The follow-up "You Made Me Believe in Magic" made No. 34 in July in the UK and No. 10 in the U.S., and this single was their final major success. [ 17 ] The Bay City Rollers were on The Krofft Superstar Hour , later named the Bay City Rollers Show , an hour-long show that aired from September 9, 1978, to January 27, 1979.
Bay City Rollers, released in late 1975, was the first full-length album by Scotland's Bay City Rollers to be issued in the US and Canada. The compilation, which hit No. 1 in the RPM Canadian album chart on 7 February 1976 [4] and reached as high as No. 20 on the US album chart, included the US and Canadian #1 hit single "Saturday Night".
Rock N'Roll Love Letter is an album by the Bay City Rollers.It was a North America-only release, issued in early 1976 by Arista Records, catalogue #4071.. Of the record's 11 tracks, two were lifted from the Rollers' 1975's UK release Once Upon a Star; seven came from Wouldn't You Like It?; and two were newly recorded singles.

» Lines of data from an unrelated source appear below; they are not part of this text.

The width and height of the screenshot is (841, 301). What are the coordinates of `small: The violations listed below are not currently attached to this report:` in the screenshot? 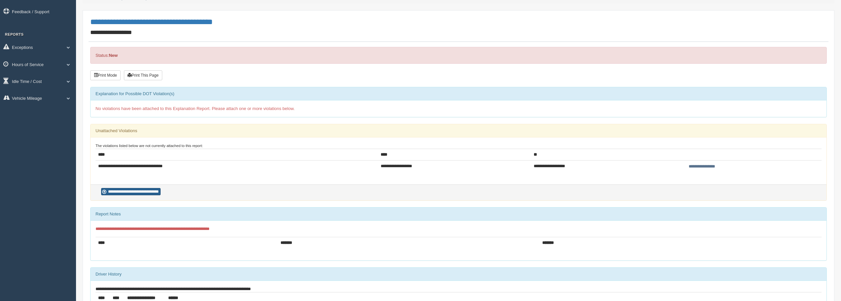 It's located at (149, 146).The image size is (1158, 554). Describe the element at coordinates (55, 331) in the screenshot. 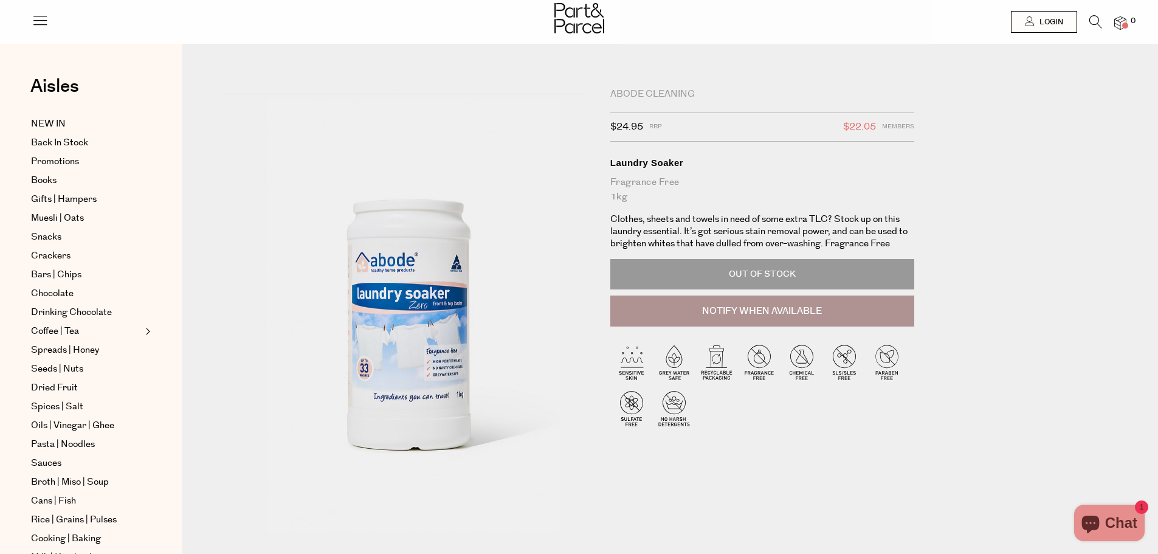

I see `span: Coffee | Tea` at that location.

Ian Mitchell was a Northern Irish [1] musician. He was a member of Bay City Rollers for seven months in 1976. [2] He was the first non-Scot to join the group. [1] [2] [3]Mitchell was a member of Young City Stars when he was asked by BCR manager Tam Paton to replace Alan Longmuir.
Stuart John Wood was born and raised in Edinburgh.He grew up listening to jazz and classical such as Louis Armstrong and Glenn Miller, and wasn't interested in pop music until he was 14–15 when he friend asked him to play guitar in a pop band he was forming in school.